Configurations fail to operate properly after startup from the primary storage device.
Configurations fail to operate properly after startup from the primary storage device.
I strongly dislike the Live CD option offered by many advanced distributions. Starting from my USB is already quite sluggish, and they ignore the fact that it's a Live CD. Everything runs as a complete operating system without any updates, which causes significant lag. Programs often fail to launch (such as setup) and the OS becomes overly aggressive, especially when booting from a pen drive but not recognizing it. Similar to Debian and Arch, why don’t they offer a way to simply rebuild the OS? For this, I prefer extracting the ISO onto a Fat 32-formatted partition so my firmware can read it—my only drive is one. Ubuntu, Arch, probably Debian, and even Windows work perfectly. Fedora didn’t boot at all, and Pop OS couldn’t detect the drive in the CLI, though it was accessible via command line. I suspect Fedora also had a drive-related issue when reading data from its Live CD, but converting to a pen drive fixed that. It’s possible that extracting files on a Fat 32 partition wasn’t compatible, and tools like Rufus or Etcher might alter the files for compatibility, yet Pop OS managed to boot and function normally. I’m constantly switching distros and prefer not to load all of them onto my pen drive due to the slow performance. Could it be that they’re pointing to the wrong /dev/X? But Ubuntu worked despite this.
What USB device are you connecting? It looks like the problem might be with a slow USB drive instead of the Live CD itself. I haven’t encountered these speed issues with those distros and a quick USB stick before. Have you checked out Ventroy? You could use an external SSD for faster performance.
The speed is decent for a USB stick, though the performance isn't great. The latency remains an issue, but it's still usable.
The 10 EUR Kingston 64GB flash drive reads at 100Mb/s and writes at 70Mb/s when handling compressed files.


▸ The task: Copy each entry below verbatim. Skip the pictures.

▸ Dataset records:
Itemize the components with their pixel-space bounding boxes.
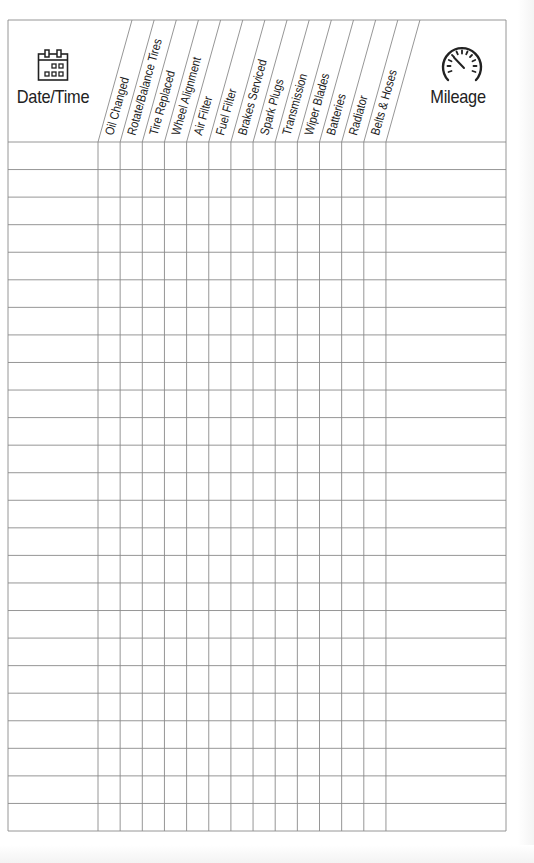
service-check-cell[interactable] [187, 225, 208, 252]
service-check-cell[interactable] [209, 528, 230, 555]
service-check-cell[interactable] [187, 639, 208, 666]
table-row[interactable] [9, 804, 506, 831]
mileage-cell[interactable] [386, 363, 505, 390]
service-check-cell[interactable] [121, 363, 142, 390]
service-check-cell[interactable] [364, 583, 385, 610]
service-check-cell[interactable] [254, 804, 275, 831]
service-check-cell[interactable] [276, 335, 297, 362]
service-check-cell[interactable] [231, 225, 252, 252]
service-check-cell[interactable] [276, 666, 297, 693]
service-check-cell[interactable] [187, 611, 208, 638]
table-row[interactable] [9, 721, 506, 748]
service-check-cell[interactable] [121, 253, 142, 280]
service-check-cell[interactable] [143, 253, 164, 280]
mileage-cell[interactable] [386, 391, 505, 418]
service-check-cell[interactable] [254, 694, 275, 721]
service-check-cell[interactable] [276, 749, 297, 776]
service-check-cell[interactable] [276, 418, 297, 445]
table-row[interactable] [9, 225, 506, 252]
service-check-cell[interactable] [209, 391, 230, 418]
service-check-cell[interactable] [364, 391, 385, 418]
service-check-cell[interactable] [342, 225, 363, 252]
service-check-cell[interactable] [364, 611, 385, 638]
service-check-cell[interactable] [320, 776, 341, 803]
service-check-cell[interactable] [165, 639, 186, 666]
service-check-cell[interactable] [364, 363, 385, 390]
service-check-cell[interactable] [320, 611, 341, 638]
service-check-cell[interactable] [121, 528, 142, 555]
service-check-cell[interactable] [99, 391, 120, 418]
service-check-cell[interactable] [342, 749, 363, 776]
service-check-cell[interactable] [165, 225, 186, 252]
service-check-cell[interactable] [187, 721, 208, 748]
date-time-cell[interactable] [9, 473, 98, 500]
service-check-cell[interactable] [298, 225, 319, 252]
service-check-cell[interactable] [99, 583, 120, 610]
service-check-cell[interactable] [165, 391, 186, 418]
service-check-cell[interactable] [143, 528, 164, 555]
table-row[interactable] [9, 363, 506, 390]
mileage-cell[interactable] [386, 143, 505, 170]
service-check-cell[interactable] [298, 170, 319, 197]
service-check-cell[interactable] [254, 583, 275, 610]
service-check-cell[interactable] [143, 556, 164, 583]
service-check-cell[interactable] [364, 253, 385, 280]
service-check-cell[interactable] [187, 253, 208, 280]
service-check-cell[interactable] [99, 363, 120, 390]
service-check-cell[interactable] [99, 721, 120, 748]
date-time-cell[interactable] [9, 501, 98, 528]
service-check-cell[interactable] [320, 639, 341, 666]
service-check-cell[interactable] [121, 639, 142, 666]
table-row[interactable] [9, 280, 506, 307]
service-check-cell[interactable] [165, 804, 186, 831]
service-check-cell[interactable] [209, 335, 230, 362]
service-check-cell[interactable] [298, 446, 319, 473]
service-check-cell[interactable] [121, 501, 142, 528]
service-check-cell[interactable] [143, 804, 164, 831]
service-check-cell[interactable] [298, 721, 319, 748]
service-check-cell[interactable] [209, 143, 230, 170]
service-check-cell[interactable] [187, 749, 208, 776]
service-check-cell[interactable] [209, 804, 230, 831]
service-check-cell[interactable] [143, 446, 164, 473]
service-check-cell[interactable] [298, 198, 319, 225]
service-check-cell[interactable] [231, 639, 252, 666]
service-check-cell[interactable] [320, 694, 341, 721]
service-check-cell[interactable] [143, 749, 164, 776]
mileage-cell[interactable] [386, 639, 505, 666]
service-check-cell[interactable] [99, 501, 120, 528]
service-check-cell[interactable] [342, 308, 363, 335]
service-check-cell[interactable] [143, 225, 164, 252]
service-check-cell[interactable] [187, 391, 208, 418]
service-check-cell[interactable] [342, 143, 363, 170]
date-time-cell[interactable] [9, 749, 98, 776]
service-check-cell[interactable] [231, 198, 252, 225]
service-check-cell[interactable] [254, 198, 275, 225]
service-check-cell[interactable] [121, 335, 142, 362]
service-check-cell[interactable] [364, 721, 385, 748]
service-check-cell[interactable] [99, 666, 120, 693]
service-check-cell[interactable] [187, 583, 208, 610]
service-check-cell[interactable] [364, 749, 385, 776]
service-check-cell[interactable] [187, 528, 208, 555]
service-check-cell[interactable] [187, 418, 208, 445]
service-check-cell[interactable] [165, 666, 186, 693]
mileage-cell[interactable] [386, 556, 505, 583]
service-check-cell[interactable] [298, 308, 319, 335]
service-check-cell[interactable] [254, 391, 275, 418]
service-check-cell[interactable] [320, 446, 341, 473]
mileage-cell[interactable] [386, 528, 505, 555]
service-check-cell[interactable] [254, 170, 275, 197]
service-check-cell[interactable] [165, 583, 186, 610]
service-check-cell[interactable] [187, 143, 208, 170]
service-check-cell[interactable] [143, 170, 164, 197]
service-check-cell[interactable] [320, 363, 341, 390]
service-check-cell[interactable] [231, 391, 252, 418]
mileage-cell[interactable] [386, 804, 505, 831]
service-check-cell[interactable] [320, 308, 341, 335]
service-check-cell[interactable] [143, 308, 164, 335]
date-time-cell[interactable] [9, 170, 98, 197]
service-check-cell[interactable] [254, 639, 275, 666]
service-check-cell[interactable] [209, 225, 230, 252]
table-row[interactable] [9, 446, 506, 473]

▸ Exercise answer:
Itemize the components with their pixel-space bounding boxes.
service-check-cell[interactable] [187, 225, 208, 252]
service-check-cell[interactable] [209, 528, 230, 555]
service-check-cell[interactable] [187, 639, 208, 666]
table-row[interactable] [9, 804, 506, 831]
mileage-cell[interactable] [386, 363, 505, 390]
service-check-cell[interactable] [121, 363, 142, 390]
service-check-cell[interactable] [364, 583, 385, 610]
service-check-cell[interactable] [254, 804, 275, 831]
service-check-cell[interactable] [276, 335, 297, 362]
service-check-cell[interactable] [231, 225, 252, 252]
service-check-cell[interactable] [276, 666, 297, 693]
service-check-cell[interactable] [187, 611, 208, 638]
table-row[interactable] [9, 721, 506, 748]
service-check-cell[interactable] [121, 253, 142, 280]
service-check-cell[interactable] [143, 253, 164, 280]
mileage-cell[interactable] [386, 391, 505, 418]
service-check-cell[interactable] [254, 694, 275, 721]
service-check-cell[interactable] [276, 749, 297, 776]
service-check-cell[interactable] [276, 418, 297, 445]
table-row[interactable] [9, 225, 506, 252]
service-check-cell[interactable] [209, 391, 230, 418]
service-check-cell[interactable] [364, 391, 385, 418]
service-check-cell[interactable] [342, 225, 363, 252]
service-check-cell[interactable] [364, 611, 385, 638]
service-check-cell[interactable] [320, 776, 341, 803]
service-check-cell[interactable] [165, 639, 186, 666]
service-check-cell[interactable] [364, 363, 385, 390]
service-check-cell[interactable] [320, 611, 341, 638]
service-check-cell[interactable] [121, 528, 142, 555]
service-check-cell[interactable] [99, 391, 120, 418]
service-check-cell[interactable] [342, 749, 363, 776]
service-check-cell[interactable] [165, 225, 186, 252]
service-check-cell[interactable] [187, 721, 208, 748]
date-time-cell[interactable] [9, 473, 98, 500]
service-check-cell[interactable] [298, 225, 319, 252]
service-check-cell[interactable] [99, 583, 120, 610]
service-check-cell[interactable] [165, 391, 186, 418]
service-check-cell[interactable] [143, 528, 164, 555]
table-row[interactable] [9, 363, 506, 390]
mileage-cell[interactable] [386, 143, 505, 170]
service-check-cell[interactable] [298, 170, 319, 197]
service-check-cell[interactable] [254, 583, 275, 610]
service-check-cell[interactable] [143, 556, 164, 583]
service-check-cell[interactable] [364, 253, 385, 280]
service-check-cell[interactable] [187, 253, 208, 280]
service-check-cell[interactable] [99, 363, 120, 390]
service-check-cell[interactable] [99, 721, 120, 748]
date-time-cell[interactable] [9, 501, 98, 528]
service-check-cell[interactable] [320, 639, 341, 666]
service-check-cell[interactable] [121, 639, 142, 666]
table-row[interactable] [9, 280, 506, 307]
service-check-cell[interactable] [165, 804, 186, 831]
service-check-cell[interactable] [209, 335, 230, 362]
service-check-cell[interactable] [298, 446, 319, 473]
service-check-cell[interactable] [121, 501, 142, 528]
service-check-cell[interactable] [143, 804, 164, 831]
service-check-cell[interactable] [298, 721, 319, 748]
service-check-cell[interactable] [209, 143, 230, 170]
service-check-cell[interactable] [187, 749, 208, 776]
service-check-cell[interactable] [209, 804, 230, 831]
service-check-cell[interactable] [143, 446, 164, 473]
service-check-cell[interactable] [298, 198, 319, 225]
service-check-cell[interactable] [231, 639, 252, 666]
service-check-cell[interactable] [320, 694, 341, 721]
service-check-cell[interactable] [143, 749, 164, 776]
mileage-cell[interactable] [386, 639, 505, 666]
service-check-cell[interactable] [99, 501, 120, 528]
service-check-cell[interactable] [342, 308, 363, 335]
service-check-cell[interactable] [143, 225, 164, 252]
service-check-cell[interactable] [187, 391, 208, 418]
service-check-cell[interactable] [342, 143, 363, 170]
date-time-cell[interactable] [9, 749, 98, 776]
service-check-cell[interactable] [231, 198, 252, 225]
service-check-cell[interactable] [254, 198, 275, 225]
service-check-cell[interactable] [121, 335, 142, 362]
service-check-cell[interactable] [364, 721, 385, 748]
service-check-cell[interactable] [99, 666, 120, 693]
service-check-cell[interactable] [187, 583, 208, 610]
service-check-cell[interactable] [364, 749, 385, 776]
service-check-cell[interactable] [187, 528, 208, 555]
service-check-cell[interactable] [187, 418, 208, 445]
service-check-cell[interactable] [165, 666, 186, 693]
mileage-cell[interactable] [386, 556, 505, 583]
service-check-cell[interactable] [298, 308, 319, 335]
service-check-cell[interactable] [254, 391, 275, 418]
service-check-cell[interactable] [320, 446, 341, 473]
mileage-cell[interactable] [386, 528, 505, 555]
service-check-cell[interactable] [254, 170, 275, 197]
service-check-cell[interactable] [165, 583, 186, 610]
service-check-cell[interactable] [187, 143, 208, 170]
service-check-cell[interactable] [143, 170, 164, 197]
service-check-cell[interactable] [320, 363, 341, 390]
service-check-cell[interactable] [231, 391, 252, 418]
mileage-cell[interactable] [386, 804, 505, 831]
service-check-cell[interactable] [320, 308, 341, 335]
service-check-cell[interactable] [143, 308, 164, 335]
date-time-cell[interactable] [9, 170, 98, 197]
service-check-cell[interactable] [254, 639, 275, 666]
service-check-cell[interactable] [209, 225, 230, 252]
table-row[interactable] [9, 446, 506, 473]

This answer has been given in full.